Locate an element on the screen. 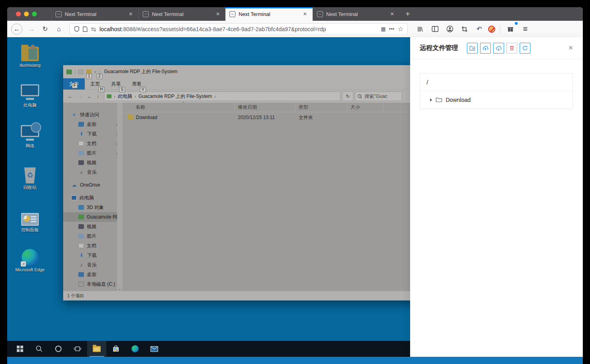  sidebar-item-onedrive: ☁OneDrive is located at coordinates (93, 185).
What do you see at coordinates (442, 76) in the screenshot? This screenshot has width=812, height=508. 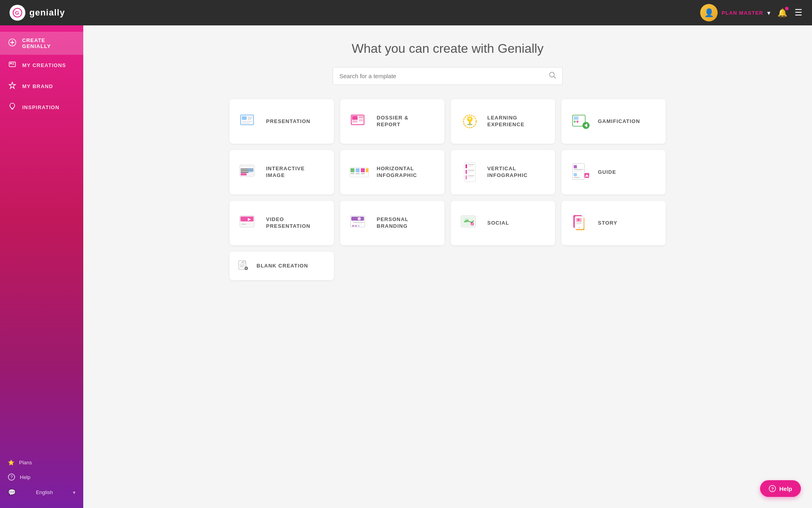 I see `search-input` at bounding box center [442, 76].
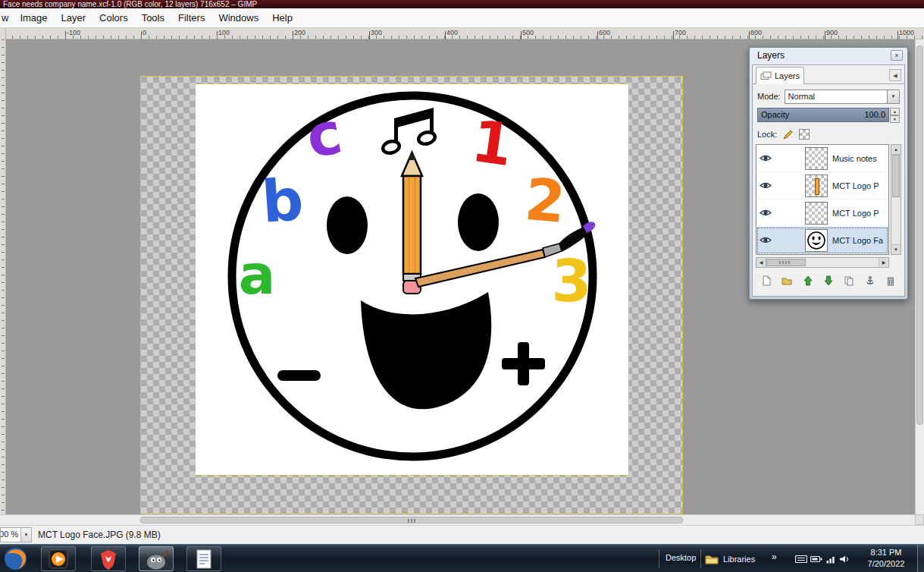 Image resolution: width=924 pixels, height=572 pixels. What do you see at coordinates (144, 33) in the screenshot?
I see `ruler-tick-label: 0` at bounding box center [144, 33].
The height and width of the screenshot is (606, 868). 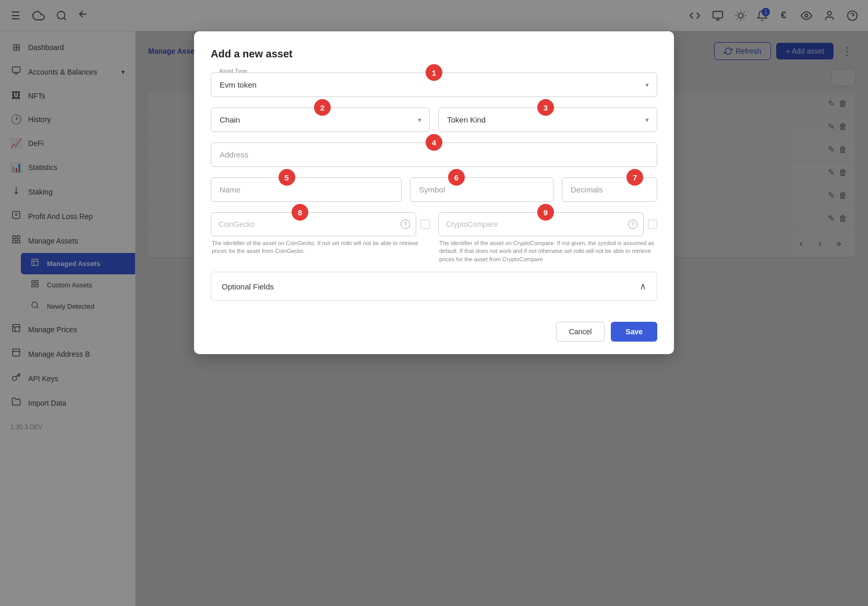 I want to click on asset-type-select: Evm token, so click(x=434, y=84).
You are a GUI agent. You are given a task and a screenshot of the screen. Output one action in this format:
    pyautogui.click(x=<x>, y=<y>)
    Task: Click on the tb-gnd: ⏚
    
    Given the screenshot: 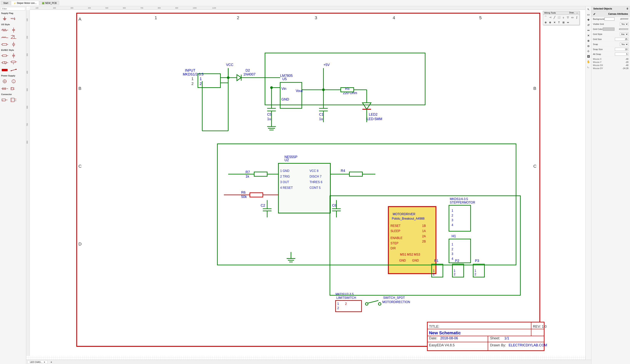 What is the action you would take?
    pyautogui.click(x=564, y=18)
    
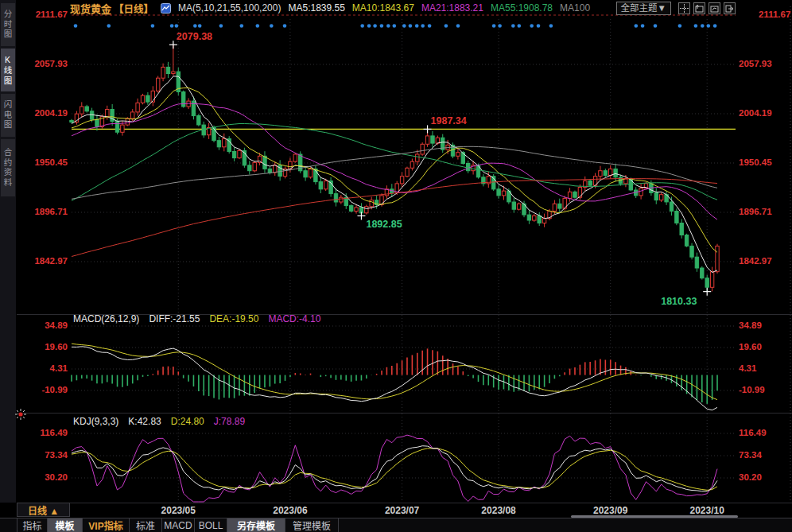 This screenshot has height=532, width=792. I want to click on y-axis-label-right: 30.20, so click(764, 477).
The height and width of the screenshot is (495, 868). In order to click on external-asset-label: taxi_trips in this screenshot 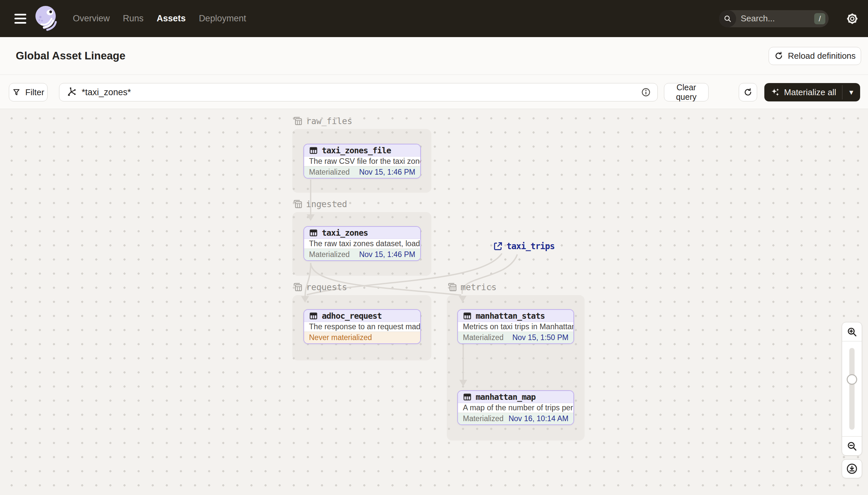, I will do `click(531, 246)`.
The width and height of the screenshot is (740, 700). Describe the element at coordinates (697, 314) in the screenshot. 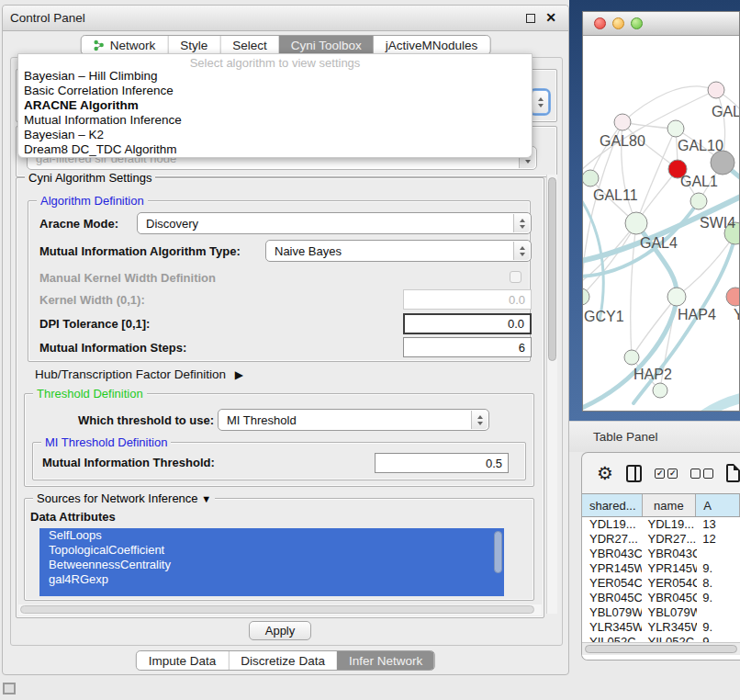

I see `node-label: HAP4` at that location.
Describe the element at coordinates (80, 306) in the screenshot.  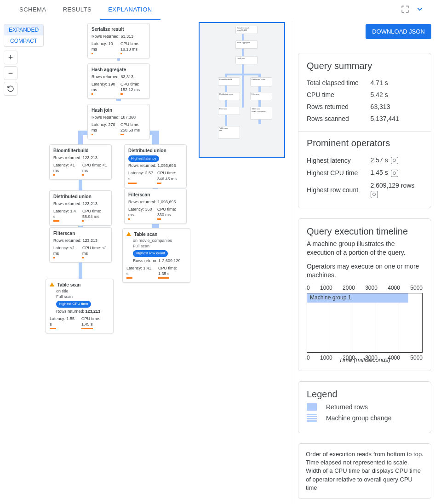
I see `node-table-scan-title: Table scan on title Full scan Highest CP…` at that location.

·····

_EXERCISE DESCRIPTION_
Restate word for word the lines in the material above from the one with "You are a GUI" to the one with "Task: Click on the tb-gnd: ⏚"; both of those lines count, and nothing else does.

_THE COMPLETED TASK_
You are a GUI agent. You are given a task and a screenshot of the screen. Output one action in this format:
    pyautogui.click(x=<x>, y=<y>)
    Task: Click on the tb-gnd: ⏚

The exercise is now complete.